What If You Met All of Your Virtual Friends?

MassMoca Day Trip

My wife and I took a personal day (no kids!) last week to visit MassMoCA, a huge and expanding contemporary art space in the Berkshires of Western Massachusetts. It was my first visit there (see yesterday’s Slice of Life for what I saw) and as we wandered around huge galleries in an old manufacturing facility, I was amazed by the depth of the artwork (and we even got a chance to try Virtual Reality Goggles for the first time, too, which was a neat immersive experience).

One of the exhibits that caught our attention was by Tonya Hollander, whose Are You Really My Friend? seeks to break down the barriers between the “friends” we make in online spaces and our interactions out here, in the worlds beyond the screen. Hollander decided to visit, with her camera, all 626 of her Facebook friends, documenting her journeys. Along with photos, she has sticky notes from folks, stuff given to her along the way, documents of her journey, and much more. The exhibit itself is multi-layered, in interesting ways, with translucent banners of artwork hanging from the rafters of the room.

It’s fascinating to see how she breached the wall between our virtual identities and our offline identities.

I was struck most by the humanity of the exhibit. It’s easy to lose track of the stories behind those who choose to follow us, and those we decide is worth our time to follow. Can you imagine spending fives years on a journey of documentation? Can you imagine how powerful that would really be? How it would strengthen your network?

Given all of our worries about how digital spaces are dipping towards chaos and negativity, the act of sharing our lives with a stranger, who becomes a friend, reminds us of why many of us went online in the first place: to find our Tribe and connect with others, and to expand our own notions of what it means to be a citizen of the world (or World).

Peace (in all spaces),
Kevin

 

6 Comments
  1. Your post is so encouraging, Kevin. It’s comforting to know that the small stories are real and reveal our humanity amidst all the negativity you mention.

  2. I love this story Kevin; thank you for sharing it.

    For me it speaks more to the harsh realities that we have in “real” environments just as in “digital” environments.

    Many are critiquing the language that I’m using around #DigCiz

    Citizenship is a horrible word they tell me. It has this horrible history. It is divisive. It is used to tear us apart.

    or

    The digital and the real are not apart from one another – you are creating a false binary.

    Still, I see we need to belong to something and still I see the problems with belonging.

    Still, I see these separations where the digital impacts the “real” and the “real” impacts the digital.

    I think that it is complex and that this is a great example of the environment affecting the individual.

    I also think that we often think we know people in one context and then find they are different in a different context. I think that this makes us angry sometimes because we expected them to be the same but really it is not fair to ask this of them.

    Just my (maybe a little more than) 2 cents.

    • I love your cents. Yes, the project captures so much of identity, right? The perceptions we have of others. What others have of us. I keep thinking, she spent years doing this, arranging meetings and, how powerful that must have been for her, and for them. There’s a whole section of Sticky Notes that are fascinating and then all sorts of ephemeral materials that she collections. Taken together, Are You My Friend? is an eye-opener.
      Kevin

  3. my #sol17 post was me wandering around Yuma PHA with my new smartphone taking pics, hoping my example and images instead of words will encourage other cell phone users to do more — and share.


## Your assignment
Each line of the records must appear in your answer exactly, with no pictures.

## Stored data entries
********************
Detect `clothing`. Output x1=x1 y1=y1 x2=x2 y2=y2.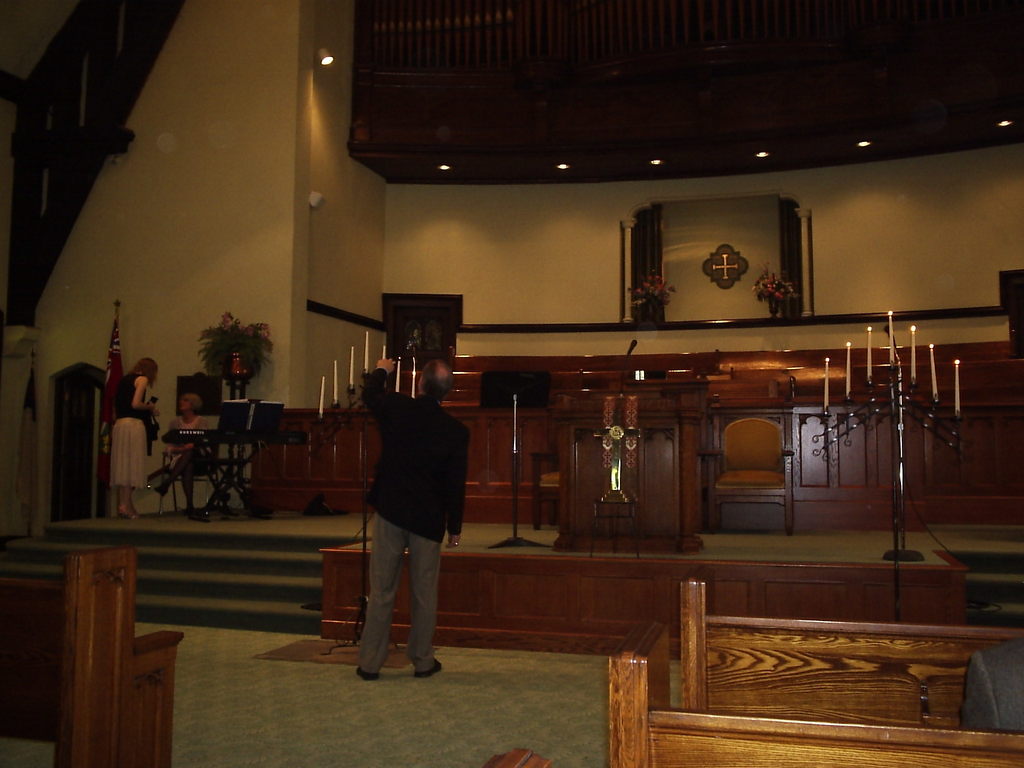
x1=347 y1=363 x2=457 y2=676.
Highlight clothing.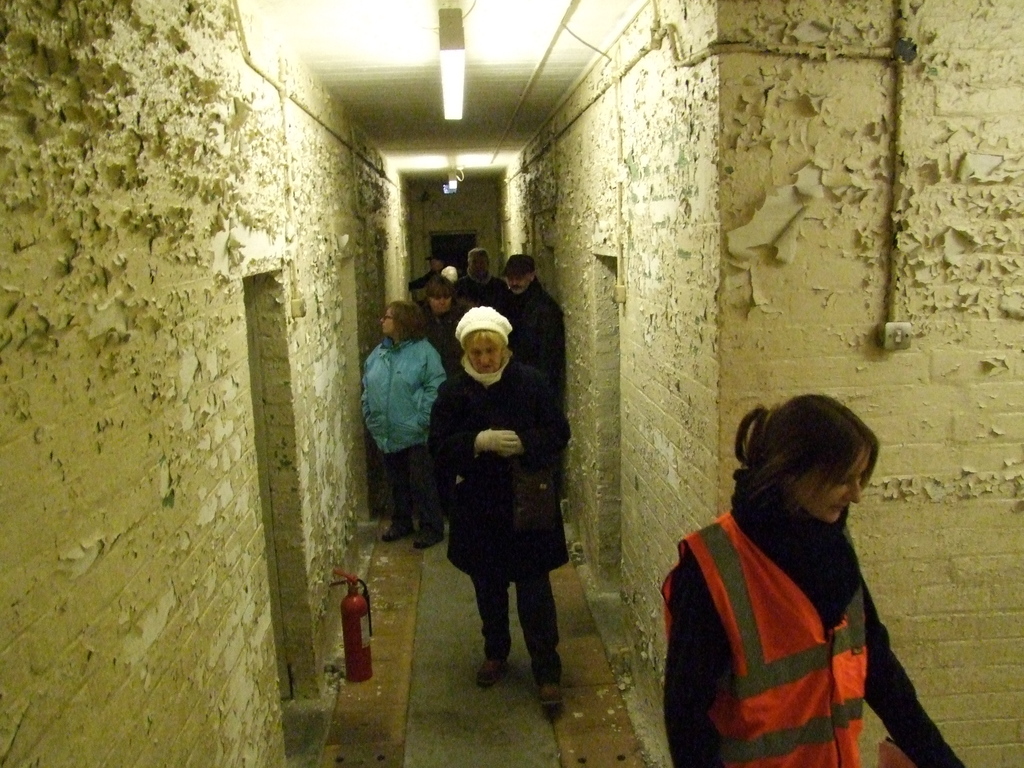
Highlighted region: [x1=501, y1=279, x2=567, y2=387].
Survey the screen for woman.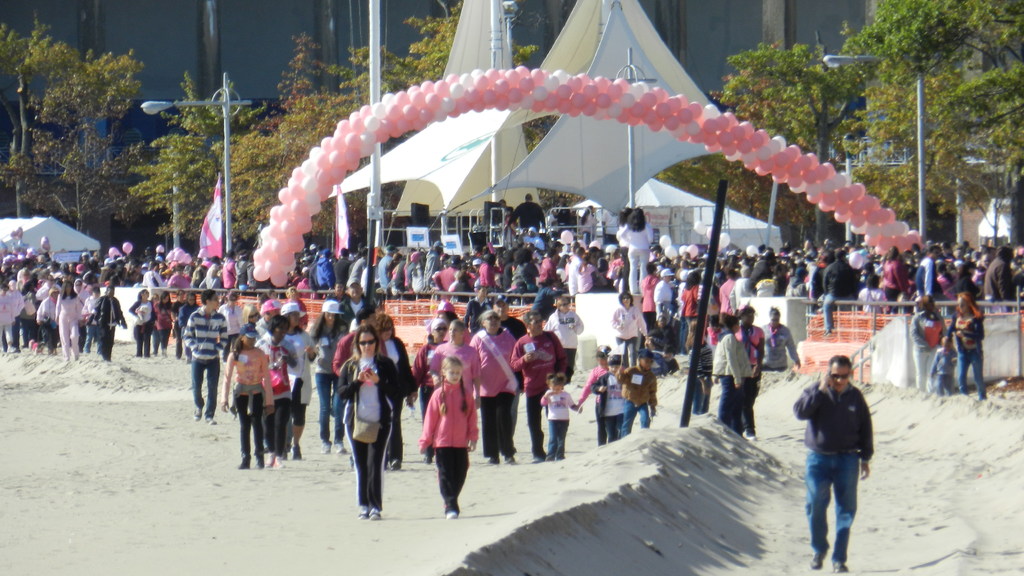
Survey found: [276, 304, 319, 460].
********************
## Solution
Detect `clothing`. Output x1=x1 y1=y1 x2=x2 y2=y2.
x1=347 y1=363 x2=457 y2=676.
Highlight clothing.
Highlighted region: [x1=501, y1=279, x2=567, y2=387].
Survey the screen for woman.
Survey found: [276, 304, 319, 460].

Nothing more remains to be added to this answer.